In August of 2019, I will begin my retirement from Social Security. After analyzing my entry record, I found a very serious mistake. It appears that I started working when I was still in high school in 1971. I graduated from high school in 1973 and I never worked during my time in high school. Because I had had an earning in 1971 (something that isn’t true), then zeros appeared in 1972 and 1973. In 1973 I started College and I worked there in a program of study and work in 1974. Then, I graduated from College in 1975 and immediately started to work. My question is, would be possible to eliminate the income of 1971 and the zeros of 1972 and 1973? My record should have started in 1974 to 2019. When I called and went to the local SS office, they can change the 1971 income to zero, but still it’s going to show three years with zeros, and this is not true. When they calculated my monthly benefit, they eliminated the income of the lowest 5 years, and in there are included the 1971-73, three years that I never worked. What I should do?

Hi,

If you didn't have any Social Security covered earnings in 1972 & 1973, then your earnings record should show zeros. It wouldn't make any difference at all in your benefit rate if those zeros were replaced with a blank space. Removal of the earnings posted to your record in 1971 could potentially lower your benefit rate, though, but only if the amount of earnings posted to your record for that year is high enough to put it among your highest 35 years of Social Security covered earnings. Before asking Social Security to remove those earnings, you should make very sure that the earnings aren't from your past work that you may have forgotten. Social Security can tell you the name of the employer that reported those earnings, so you should at least have them tell you that before disclaiming the earnings.

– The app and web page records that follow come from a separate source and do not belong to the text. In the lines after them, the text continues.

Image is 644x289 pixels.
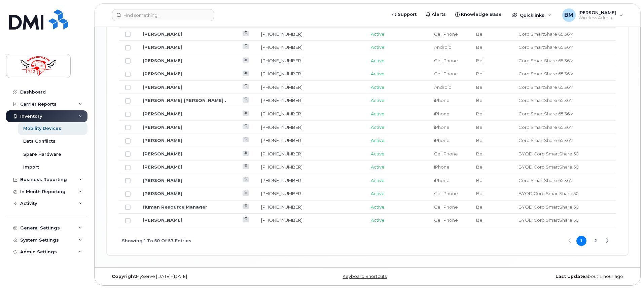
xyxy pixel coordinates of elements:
span: Active [371,178,385,183]
strong: Last Update [555,274,586,280]
a: [PHONE_NUMBER] [261,205,303,210]
span: Active [371,138,385,143]
a: View Last Bill [242,191,249,195]
button: Page 2 [591,236,601,246]
span: Active [371,111,385,116]
span: [PERSON_NAME] [579,9,616,15]
span: Corp SmartShare 65 36M [518,71,574,77]
a: [PHONE_NUMBER] [261,84,303,90]
span: Bell [476,71,485,77]
span: Corp SmartShare 65 36M [518,31,574,37]
strong: Copyright [112,274,136,280]
a: View Last Bill [242,111,249,116]
a: [PERSON_NAME] [143,58,182,64]
span: Bell [476,151,485,157]
a: [PERSON_NAME] [143,218,182,223]
span: Corp SmartShare 65 36M [518,125,574,130]
a: View Last Bill [242,151,249,156]
span: Cell Phone [434,218,458,223]
span: Bell [476,111,485,116]
span: Cell Phone [434,151,458,157]
span: iPhone [434,178,450,183]
span: Android [434,84,451,90]
span: Wireless Admin [579,15,616,21]
a: View Last Bill [242,177,249,182]
span: Active [371,98,385,103]
span: BM [565,11,573,19]
a: View Last Bill [242,71,249,76]
span: Android [434,45,451,50]
span: Corp SmartShare 65 36M [518,84,574,90]
a: [PERSON_NAME] [143,84,182,90]
span: iPhone [434,164,450,169]
span: Active [371,84,385,90]
a: [PERSON_NAME] [143,151,182,157]
a: Human Resource Manager [143,205,207,210]
a: [PHONE_NUMBER] [261,164,303,169]
span: Cell Phone [434,31,458,37]
span: Showing 1 To 50 Of 57 Entries [122,236,192,246]
span: Active [371,45,385,50]
a: [PHONE_NUMBER] [261,218,303,223]
span: iPhone [434,111,450,116]
span: Bell [476,84,485,90]
a: View Last Bill [242,138,249,143]
a: View Last Bill [242,204,249,209]
span: Bell [476,98,485,103]
a: View Last Bill [242,124,249,129]
span: BYOD Corp SmartShare 50 [518,164,579,169]
span: Bell [476,45,485,50]
a: [PHONE_NUMBER] [261,45,303,50]
a: [PERSON_NAME] [143,45,182,50]
span: Active [371,218,385,223]
a: [PHONE_NUMBER] [261,111,303,116]
span: Corp SmartShare 65 36M [518,58,574,64]
span: Bell [476,164,485,169]
span: Bell [476,125,485,130]
div: Quicklinks [507,9,556,22]
a: Knowledge Base [451,8,506,22]
span: BYOD Corp SmartShare 50 [518,191,579,196]
span: Active [371,164,385,169]
span: Corp SmartShare 65 36M [518,98,574,103]
span: Quicklinks [520,12,544,18]
a: [PERSON_NAME] [143,31,182,37]
span: Active [371,71,385,77]
a: [PERSON_NAME] [PERSON_NAME] . [143,98,226,103]
span: Knowledge Base [461,11,502,18]
a: [PERSON_NAME] [143,71,182,77]
a: [PHONE_NUMBER] [261,58,303,64]
span: Alerts [432,11,446,18]
span: Cell Phone [434,191,458,196]
a: [PHONE_NUMBER] [261,71,303,77]
a: [PERSON_NAME] [143,178,182,183]
a: View Last Bill [242,31,249,36]
span: Cell Phone [434,58,458,64]
a: [PHONE_NUMBER] [261,191,303,196]
a: Support [388,8,421,22]
span: Bell [476,58,485,64]
div: MyServe [DATE]–[DATE] [107,274,281,280]
span: Active [371,58,385,64]
a: [PERSON_NAME] [143,138,182,143]
span: Active [371,205,385,210]
span: Corp SmartShare 65 36M [518,45,574,50]
span: Bell [476,205,485,210]
span: iPhone [434,138,450,143]
a: View Last Bill [242,44,249,49]
span: iPhone [434,125,450,130]
a: View Last Bill [242,97,249,102]
span: Corp SmartShare 65 36M [518,178,574,183]
span: Corp SmartShare 65 36M [518,111,574,116]
a: [PHONE_NUMBER] [261,125,303,130]
span: Bell [476,218,485,223]
span: Cell Phone [434,205,458,210]
a: [PHONE_NUMBER] [261,178,303,183]
a: View Last Bill [242,164,249,169]
a: [PERSON_NAME] [143,125,182,130]
span: iPhone [434,98,450,103]
span: Active [371,191,385,196]
a: View Last Bill [242,84,249,89]
a: [PERSON_NAME] [143,191,182,196]
a: Alerts [421,8,451,22]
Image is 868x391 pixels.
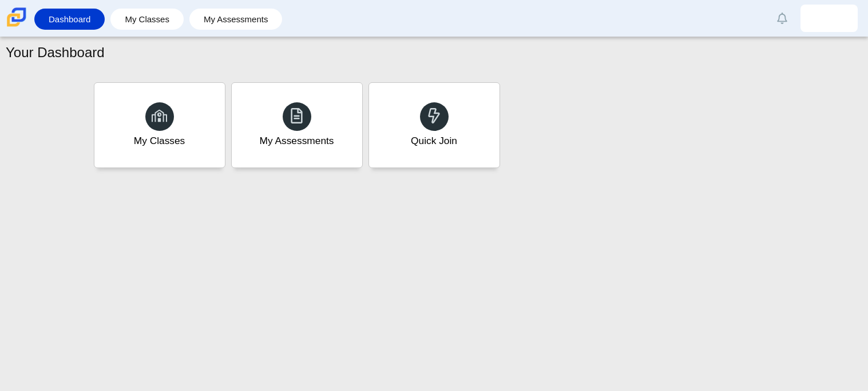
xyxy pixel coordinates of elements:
img: Carmen School of Science & Technology [4,5,29,29]
a: Carmen School of Science & Technology [4,22,29,31]
a: tatiana.borgestorr.5vhCCr [800,4,858,32]
h1: Your Dashboard [6,43,105,62]
div: My Assessments [260,134,334,148]
img: tatiana.borgestorr.5vhCCr [820,9,838,27]
a: My Classes [116,9,178,30]
a: My Assessments [195,9,277,30]
a: My Classes [93,82,226,168]
a: Quick Join [369,82,500,168]
a: Dashboard [40,9,99,30]
a: Alerts [769,6,795,31]
a: My Assessments [231,82,363,168]
div: Quick Join [411,134,457,148]
div: My Classes [134,134,185,148]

Social Security will calculate your Social Security retirement benefit rate based on an average of your highest 35 years of wage indexed earnings (https://www.ssa.gov/pubs/EN-05-10070.pdf). They don't merely drop the lowest 5 years of earnings and average the remainder. For example, if you only had 25 years of Social Security covered earnings then Social Security wouldn't drop any years and would include 10 zero earnings years in the average. Conversely, if you had 45 years of Social Security covered earnings then Social Security would use an average of the highest 35 of those years to calculate your benefit rate, and they would disregard the other 10 years with lower earnings.

Based on your description of your earnings history it sounds like you had substantially more than 35 years of earnings on which you paid Social Security taxes. Therefore, as long as the 1971 earnings that you believe were erroneously credited to your record aren't high enough to be among your 35 highest earnings years, then you really wouldn't need to do anything. In that case, Social Security simply won't use the years that you're worried about in the calculation of your benefit rate.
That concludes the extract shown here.